I understand about today with the school shootings, so yes, in hindsight it might have been a better move NOT to post it, but still, the school and the student who reported him overreacted in this case. He didn't say he was shooting up students, etc. There was no threat to the school or the staff or the students. he was posting his victory as per the app. What if he posted it without it being augmented (in other words, using the in-game background)? Would he have been arrested then and suspended? The arrest is WAY over the top in this case because he committed NO crime. Are we now in the age of Minority Report where if they THINK you are going to commit a crime, you're automatically arrested and found guilty of your supposed thinking of a crime?
 
So in essence he was saving the students from the zombies attacking the school. Wonder if the head of the school have ever heard Jonathan Coulton's "RE: Your Brains". Sounds like the kid is at least a big picture kind of guy.
 
This kind of games makes unadjusted kids to eventually shoot someone for real. Because they have done it so many times virtually that it doesn't look too far to do it for real. It conditions even normal people and let alone those who have a bit "buggy" minds. But then one of the top game producers will order a research made by "real scientists" that will show "evidence" that games don't influence minds of the kids (or adults).

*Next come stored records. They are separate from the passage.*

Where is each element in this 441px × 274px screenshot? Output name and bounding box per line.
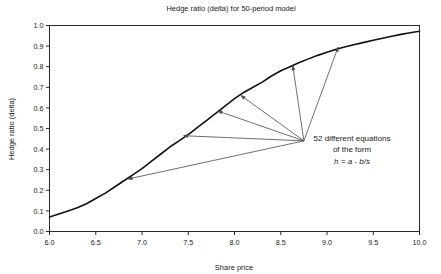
y-tick-label: 0.3	[34, 165, 44, 174]
y-tick-label: 0.0	[34, 227, 44, 236]
y-tick-label: 0.5	[34, 124, 44, 133]
x-tick-label: 7.0	[137, 238, 147, 247]
x-tick-label: 9.0	[322, 238, 332, 247]
y-tick-label: 0.1	[34, 207, 44, 216]
plot-frame	[50, 26, 420, 232]
annotation-text-block: 52 different equations of the form h = a…	[314, 134, 391, 166]
y-tick-label: 1.0	[34, 21, 44, 30]
leader-line	[293, 66, 304, 141]
annotation-formula: h = a - b/s	[334, 157, 370, 166]
x-tick-label: 6.5	[91, 238, 101, 247]
leader-line	[184, 136, 304, 141]
x-tick-label: 8.0	[230, 238, 240, 247]
y-tick-label: 0.8	[34, 62, 44, 71]
annotation-leader-arrows	[128, 47, 338, 180]
annotation-line-2: of the form	[333, 145, 372, 154]
leader-line	[241, 96, 304, 141]
leader-line	[218, 111, 304, 141]
y-axis-title: Hedge ratio (delta)	[7, 97, 16, 160]
leader-arrowhead	[241, 96, 245, 100]
x-tick-label: 9.5	[368, 238, 378, 247]
leader-line	[304, 47, 338, 141]
chart-figure: Hedge ratio (delta) for 50-period model …	[0, 0, 441, 274]
x-tick-label: 7.5	[183, 238, 193, 247]
x-axis-title: Share price	[215, 263, 253, 272]
chart-title: Hedge ratio (delta) for 50-period model	[166, 4, 296, 13]
x-axis-ticks: 6.06.57.07.58.08.59.09.510.0	[45, 232, 427, 247]
y-tick-label: 0.4	[34, 145, 44, 154]
annotation-line-1: 52 different equations	[314, 134, 391, 143]
hedge-ratio-chart: Hedge ratio (delta) for 50-period model …	[0, 0, 441, 274]
x-tick-label: 10.0	[413, 238, 427, 247]
x-tick-label: 8.5	[276, 238, 286, 247]
y-tick-label: 0.2	[34, 186, 44, 195]
leader-arrowhead	[218, 111, 223, 114]
y-tick-label: 0.6	[34, 104, 44, 113]
x-tick-label: 6.0	[45, 238, 55, 247]
y-axis-ticks: 0.00.10.20.30.40.50.60.70.80.91.0	[34, 21, 50, 236]
y-tick-label: 0.7	[34, 83, 44, 92]
y-tick-label: 0.9	[34, 42, 44, 51]
hedge-ratio-curve	[50, 31, 420, 217]
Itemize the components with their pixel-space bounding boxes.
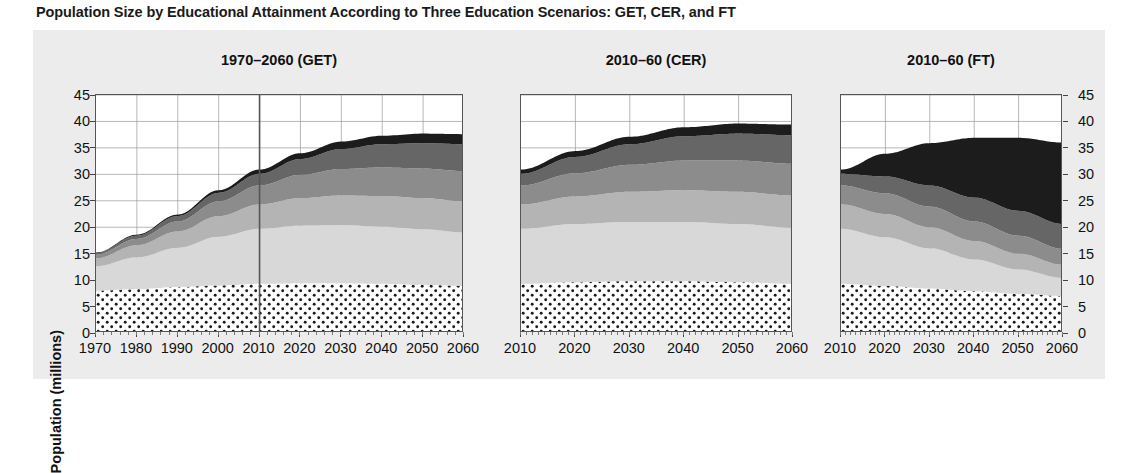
x-minor-tickmark bbox=[879, 332, 880, 335]
x-minor-tickmark bbox=[1013, 332, 1014, 335]
x-minor-tickmark bbox=[904, 332, 905, 335]
y-tickmark bbox=[90, 95, 95, 96]
x-minor-tickmark bbox=[762, 332, 763, 335]
x-minor-tickmark bbox=[152, 332, 153, 335]
x-minor-tickmark bbox=[120, 332, 121, 335]
x-minor-tickmark bbox=[332, 332, 333, 335]
x-minor-tickmark bbox=[968, 332, 969, 335]
x-axis-tick-get-2020: 2020 bbox=[283, 341, 315, 356]
x-minor-tickmark bbox=[617, 332, 618, 335]
x-minor-tickmark bbox=[750, 332, 751, 335]
x-minor-tickmark bbox=[1047, 332, 1048, 335]
x-minor-tickmark bbox=[726, 332, 727, 335]
x-minor-tickmark bbox=[993, 332, 994, 335]
x-minor-tickmark bbox=[177, 332, 178, 335]
x-axis-cer: 201020202030204020502060 bbox=[520, 341, 792, 361]
x-minor-tickmark bbox=[201, 332, 202, 335]
area-layer-0 bbox=[521, 281, 792, 332]
x-minor-tickmark bbox=[919, 332, 920, 335]
x-minor-tickmark bbox=[193, 332, 194, 335]
panel-title-get: 1970–2060 (GET) bbox=[95, 52, 463, 68]
x-minor-tickmark bbox=[958, 332, 959, 335]
x-axis-ft: 201020202030204020502060 bbox=[840, 341, 1062, 361]
x-minor-tickmark bbox=[929, 332, 930, 335]
x-axis-tick-cer-2040: 2040 bbox=[667, 341, 699, 356]
x-minor-tickmark bbox=[580, 332, 581, 335]
y-axis-tick-right-40: 40 bbox=[1078, 114, 1094, 129]
panel-title-cer: 2010–60 (CER) bbox=[520, 52, 792, 68]
plot-area-cer bbox=[520, 94, 792, 332]
x-axis-tick-ft-2010: 2010 bbox=[824, 341, 856, 356]
x-axis-tick-get-2030: 2030 bbox=[324, 341, 356, 356]
x-minor-tickmark bbox=[526, 332, 527, 335]
x-minor-tickmark bbox=[316, 332, 317, 335]
x-minor-tickmark bbox=[250, 332, 251, 335]
x-minor-tickmark bbox=[209, 332, 210, 335]
x-minor-tickmark bbox=[593, 332, 594, 335]
x-minor-tickmark bbox=[909, 332, 910, 335]
y-tickmark bbox=[1063, 306, 1068, 307]
y-tickmark bbox=[90, 253, 95, 254]
x-minor-tickmark bbox=[738, 332, 739, 335]
x-minor-tickmark bbox=[1032, 332, 1033, 335]
y-tickmark bbox=[1063, 253, 1068, 254]
x-minor-tickmark bbox=[1052, 332, 1053, 335]
x-minor-tickmark bbox=[689, 332, 690, 335]
x-minor-tickmark bbox=[308, 332, 309, 335]
y-tickmark bbox=[90, 306, 95, 307]
x-axis-tick-cer-2030: 2030 bbox=[613, 341, 645, 356]
y-axis-tick-left-40: 40 bbox=[74, 114, 90, 129]
x-minor-tickmark bbox=[1018, 332, 1019, 335]
x-minor-tickmark bbox=[983, 332, 984, 335]
x-minor-tickmark bbox=[128, 332, 129, 335]
x-axis-tick-get-2040: 2040 bbox=[365, 341, 397, 356]
y-axis-tick-right-15: 15 bbox=[1078, 246, 1094, 261]
x-minor-tickmark bbox=[934, 332, 935, 335]
x-minor-tickmark bbox=[550, 332, 551, 335]
x-minor-tickmark bbox=[455, 332, 456, 335]
x-minor-tickmark bbox=[744, 332, 745, 335]
x-minor-tickmark bbox=[103, 332, 104, 335]
x-minor-tickmark bbox=[855, 332, 856, 335]
x-minor-tickmark bbox=[438, 332, 439, 335]
y-axis-tick-right-25: 25 bbox=[1078, 194, 1094, 209]
x-minor-tickmark bbox=[373, 332, 374, 335]
x-minor-tickmark bbox=[780, 332, 781, 335]
x-minor-tickmark bbox=[365, 332, 366, 335]
y-axis-tick-left-45: 45 bbox=[74, 88, 90, 103]
y-tickmark bbox=[90, 200, 95, 201]
x-axis-tick-ft-2040: 2040 bbox=[957, 341, 989, 356]
y-tickmark bbox=[1063, 95, 1068, 96]
x-minor-tickmark bbox=[463, 332, 464, 335]
y-tickmark bbox=[90, 121, 95, 122]
y-axis-tick-left-20: 20 bbox=[74, 220, 90, 235]
y-tickmark bbox=[90, 280, 95, 281]
x-minor-tickmark bbox=[683, 332, 684, 335]
y-axis-tick-left-5: 5 bbox=[82, 299, 90, 314]
x-minor-tickmark bbox=[144, 332, 145, 335]
x-minor-tickmark bbox=[973, 332, 974, 335]
x-minor-tickmark bbox=[605, 332, 606, 335]
x-minor-tickmark bbox=[111, 332, 112, 335]
x-minor-tickmark bbox=[899, 332, 900, 335]
y-axis-tick-left-30: 30 bbox=[74, 167, 90, 182]
x-minor-tickmark bbox=[520, 332, 521, 335]
x-axis-tick-get-1990: 1990 bbox=[161, 341, 193, 356]
x-minor-tickmark bbox=[611, 332, 612, 335]
x-minor-tickmark bbox=[406, 332, 407, 335]
x-minor-tickmark bbox=[381, 332, 382, 335]
y-axis-tick-left-15: 15 bbox=[74, 246, 90, 261]
y-axis-left: 454035302520151050 bbox=[60, 95, 90, 333]
x-minor-tickmark bbox=[349, 332, 350, 335]
y-tickmark bbox=[1063, 280, 1068, 281]
y-tickmark bbox=[1063, 121, 1068, 122]
x-axis-tick-get-2010: 2010 bbox=[242, 341, 274, 356]
x-minor-tickmark bbox=[875, 332, 876, 335]
x-minor-tickmark bbox=[1042, 332, 1043, 335]
x-minor-tickmark bbox=[894, 332, 895, 335]
x-axis-tick-get-2050: 2050 bbox=[406, 341, 438, 356]
x-minor-tickmark bbox=[845, 332, 846, 335]
x-axis-get: 1970198019902000201020202030204020502060 bbox=[95, 341, 463, 361]
x-minor-tickmark bbox=[599, 332, 600, 335]
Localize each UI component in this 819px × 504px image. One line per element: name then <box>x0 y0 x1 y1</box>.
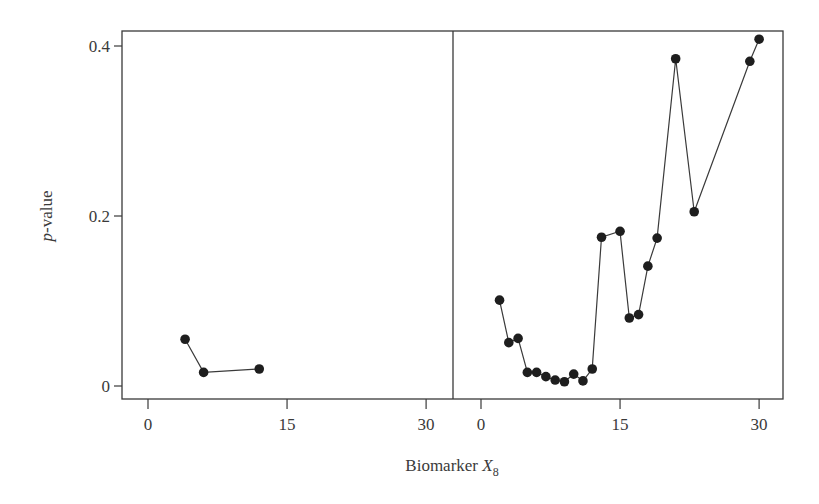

Now, the question is, if that's really true then why we don't see some racist games oriented towards Jews for example. Why would that kind of plot be banned if it doesn't influence anyobody's mind?
 
So the kid is stupid, does the administration also have to be stupid?

why arrest him?

suspend him from school, maybe....
 
So the kid is stupid, does the administration also have to be stupid?

why arrest him?

suspend him from school, maybe....

What would the grounds for suspension be? The use of cellphones is not forbidden in school grounds. This is a case of ignorance leading to unfounded accusations, period.
 
I find it interesting that so many people are jumping on the “this is stupid “ or “the school is wrong” just because you read a one sided story where the kids father says the school is wrong. The talking heads on the news stations and the sensationalist that are all writing the same story and just making it worse for this kid because his father lacks better judgment. The fact is schools are bound by privacy laws so we don’t really know what other evidence they have.
Last I checked schools don’t tell the police who to arrest or tell the prosecutor who to charge with a crime.

Dylan Klebold’s mom said...“I think we like to believe that our love and our understanding is protective, and that ‘if anything were wrong with my kids, I would know,’ but I didn’t know, and I wasn’t able to stop him from hurting other people. I wasn’t able to stop his hurting himself and it’s very hard to live with that.”